Commuters forced to make long trek to work due to taxi strike

Commuters forced to make long trek to work due to taxi strike.
Commuters forced to make long trek to work due to taxi strike.
Image: Lulamile Feni

In true fashion of honouring their “in sickness and in health – and in good and bad times” marriage vows – a Mthatha couple walked for 25km together on Wednesday to get to work. This was not out of choice, but out of necessity.

There were no taxis to transport Ross Mission residents Zolani Somdyaka and his wife Thulethu to the Nelson Mandela Hospital – where they both work as cleaners.

The Somdyakas were part of the thousands of commuters who were left stranded by Wednesday’s provincial taxi strike.

Determined not to miss work, the couple woke up early on Wednesday and trekked the 25km journey side-by-side.“It has been a very tiring journey, especially when we still have to work for the whole eight hours,” they told the Daily Dispatch.

“We are not even sure if they [taxis] will be available when we knock off.”

While some workers and pupils went back home after they could not get taxis to their respective destinations in the morning, pupils from various villages in the Mthatha West did what the Somdyakas did and walked to school. But at two schools the Dispatch visited, Mzimvubu Junior Secondary in Ngangelizwe township and Atwell Madala near Northcrest, there was no schooling at all.

Xolile Qeberhu, 41, and his three colleagues working at a panelbeater business at Mthatha’s Vulindlela Industrial Heights walked about 10km from Dosi village near Mthatha Airport to work.

Teachers at St John’s College, where it was business as usual, confirmed that not all pupils were at school. Before the strike was called off just after midday, several taxis were seen ferrying passengers.

While there were no reported cases of violence in Mthatha, traffic was backed up in Mpantu village on the R61 between Mthatha and Port St Johns as taxis blockaded the road.In Butterworth, taxi drivers burnt tyres and barricaded the intersection of the Zazulwana bypass on King and Scanlen streets, near the infrastructure development offices of Mnquma Municipality, where the municipality’s yellow plant is kept, sending up a thick plume of smoke.

Municipal spokesperson Loyiso Mpalantshane said the taxi operators had threatened to burn the municipal storage facility but were prevented by police and firefighters.“

Arsonists played cat-and-mouse games with the police,” Mpalantshane said in a statement.

While Santaco bosses handed over their memorandum of demands to ANC provincial chair Oscar Mabuyane at Calata House, Butterworth Taxi Association president Simon Funda led his members to the Mnquma offices where he handed over a memorandum of grievances, mainly regarding dilapidated roads, to municipal manager Silumko Mahlasela.

In Komani, taxis blockaded the north and south entrances to town – but there were no reported cases of violence.

Uncedo Taxi Association Komani branch spokesperson Madoda Tholi said: “We are happy with how our members behaved. All our members acted according to the plan.”Provincial police spokesperson Captain Khaya Tonjeni said no tyres had been burnt and there had been no reports of violence.

subscribe

Would you like to comment on this article?
Register (it's quick and free) or sign in now.

Speech Bubbles

Please read our Comment Policy before commenting.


| Exercise prompt |
Could you write out, exactly and with no pictures, every line from the one containing "You are a GUI" through the last line of the entries?

| Supplied data |

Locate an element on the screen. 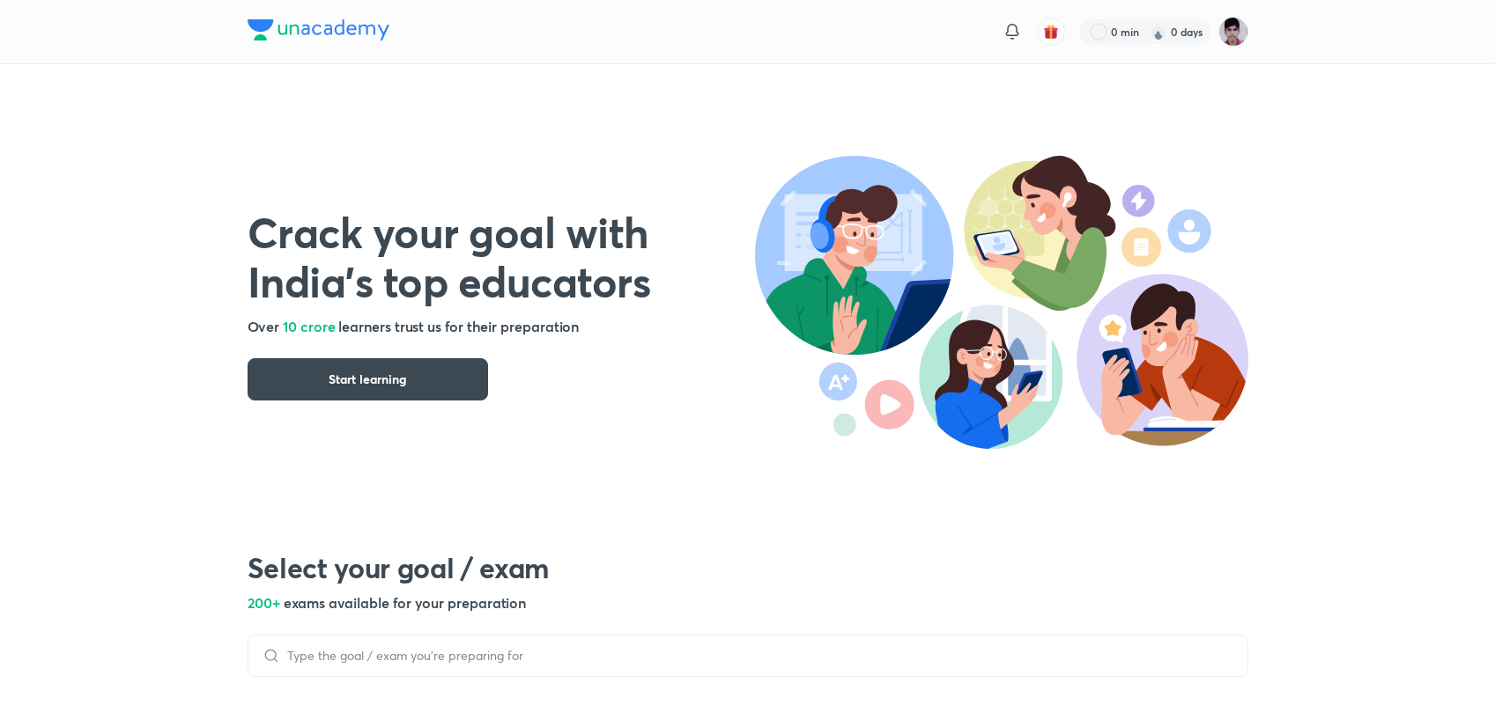 The image size is (1495, 705). h5: Over learners trust us for their preparation is located at coordinates (501, 327).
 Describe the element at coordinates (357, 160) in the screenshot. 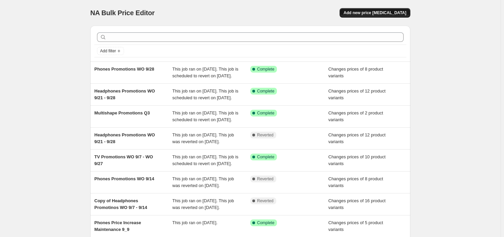

I see `span: Changes prices of 10 product variants` at that location.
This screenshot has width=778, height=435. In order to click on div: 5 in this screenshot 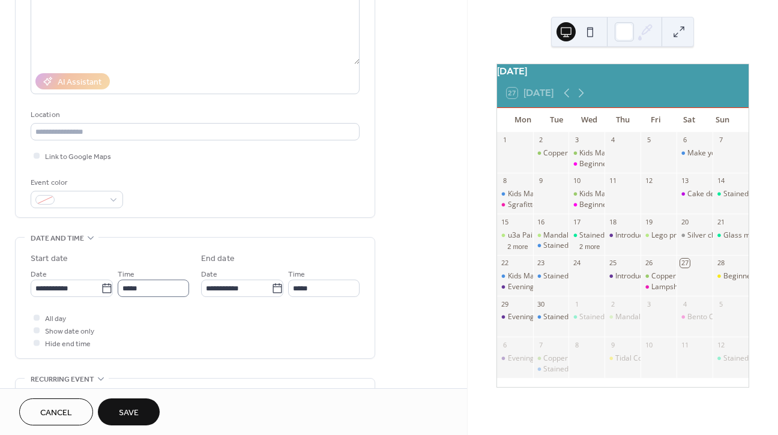, I will do `click(648, 140)`.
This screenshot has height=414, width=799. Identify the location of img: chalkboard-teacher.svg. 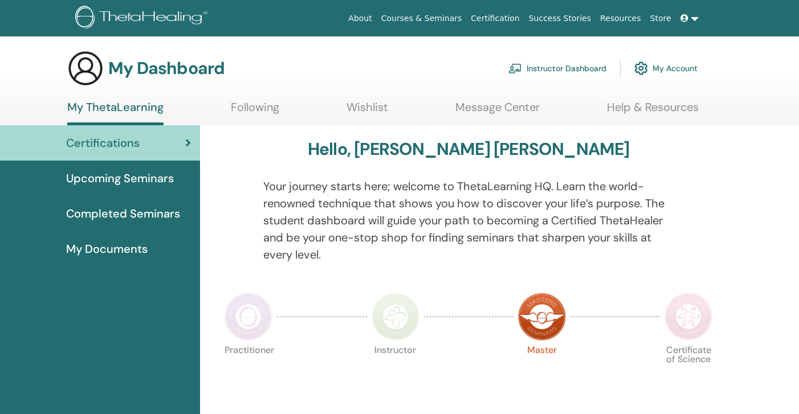
(515, 68).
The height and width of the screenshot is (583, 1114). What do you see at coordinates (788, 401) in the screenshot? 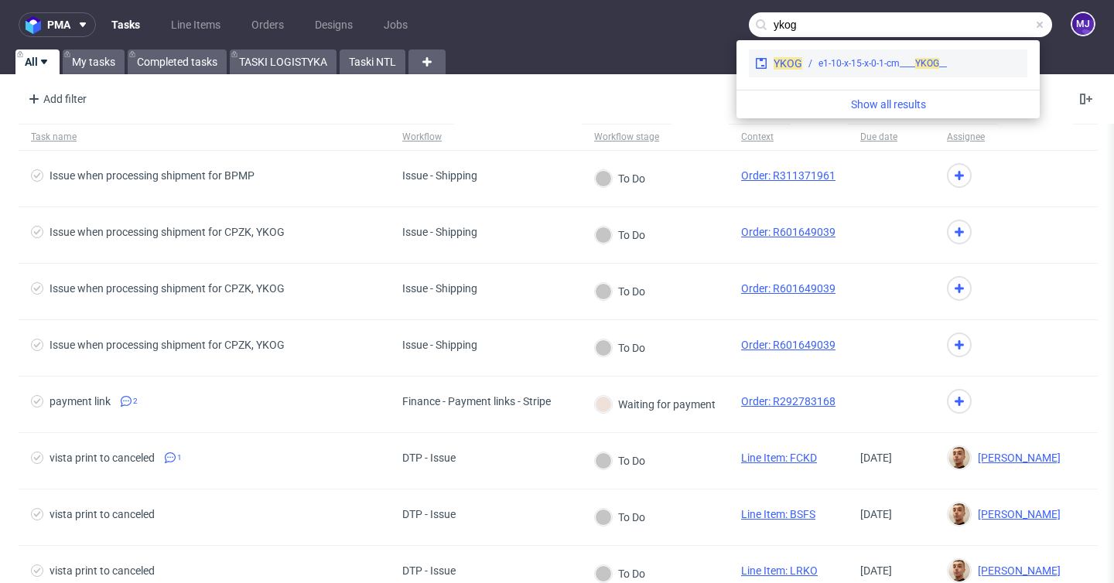
I see `a: Order: R292783168` at bounding box center [788, 401].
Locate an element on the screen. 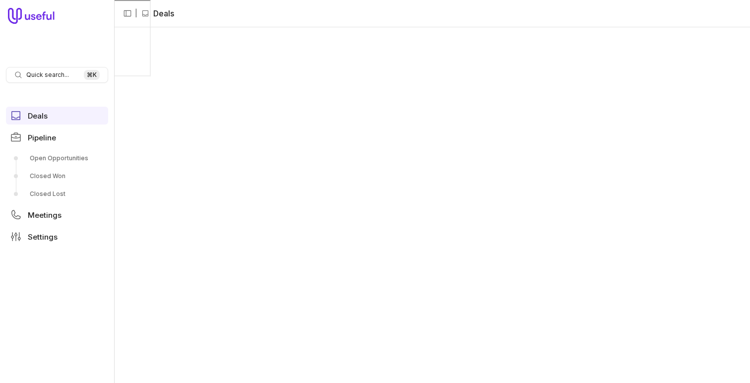 The width and height of the screenshot is (750, 383). a: Pipeline is located at coordinates (57, 137).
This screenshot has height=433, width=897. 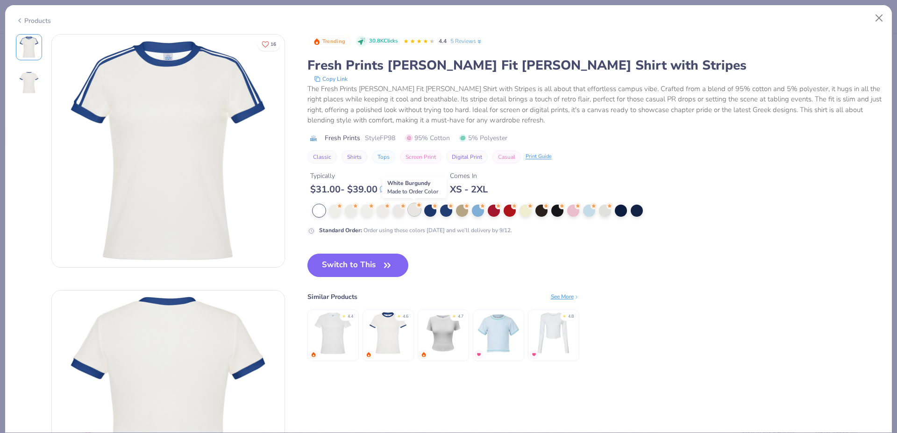 I want to click on button: Digital Print, so click(x=467, y=157).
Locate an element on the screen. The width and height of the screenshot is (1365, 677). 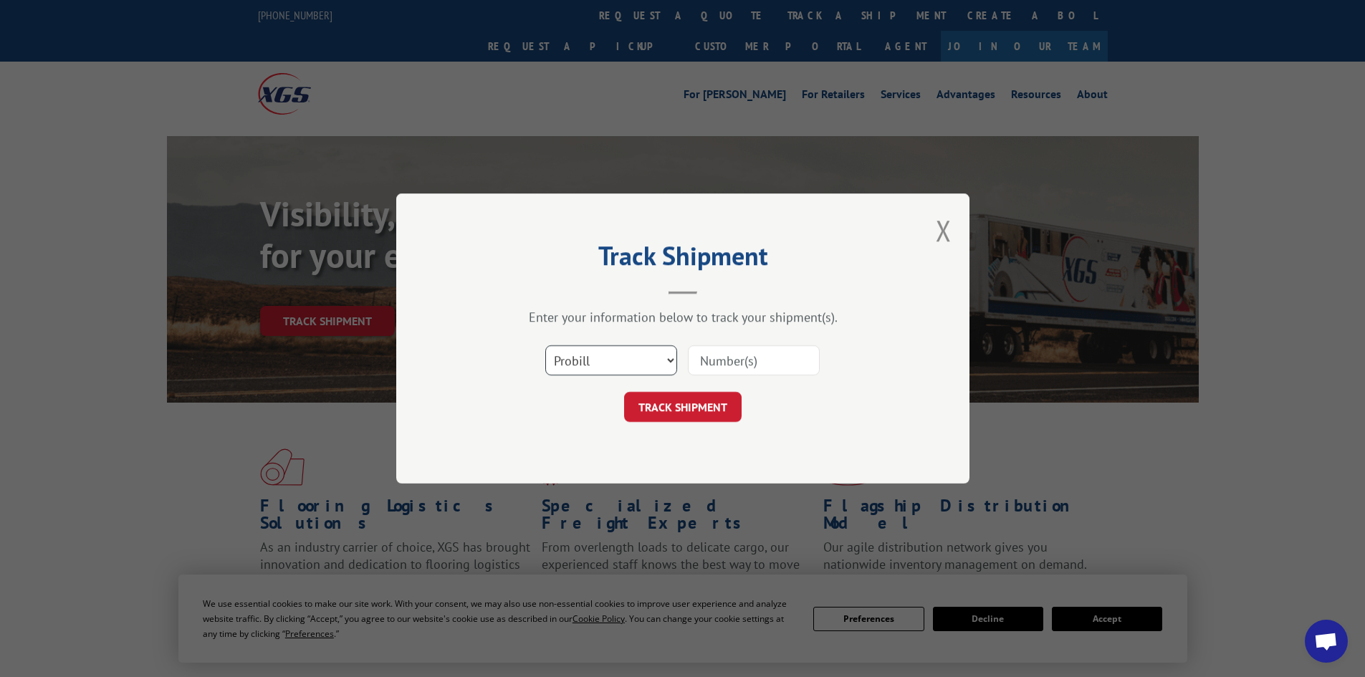
div: Enter your information below to track your shipment(s). is located at coordinates (683, 317).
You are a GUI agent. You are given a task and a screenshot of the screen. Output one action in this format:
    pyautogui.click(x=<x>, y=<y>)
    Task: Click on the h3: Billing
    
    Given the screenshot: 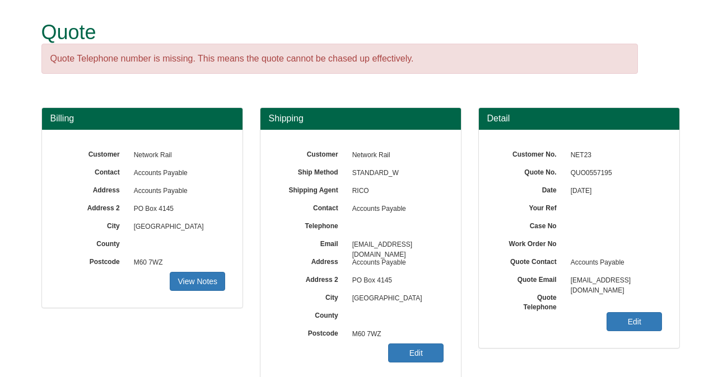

| Your response |
You are a GUI agent. You are given a task and a screenshot of the screen. Output one action in this format:
    pyautogui.click(x=<x>, y=<y>)
    Task: Click on the h3: Billing
    
    Given the screenshot: 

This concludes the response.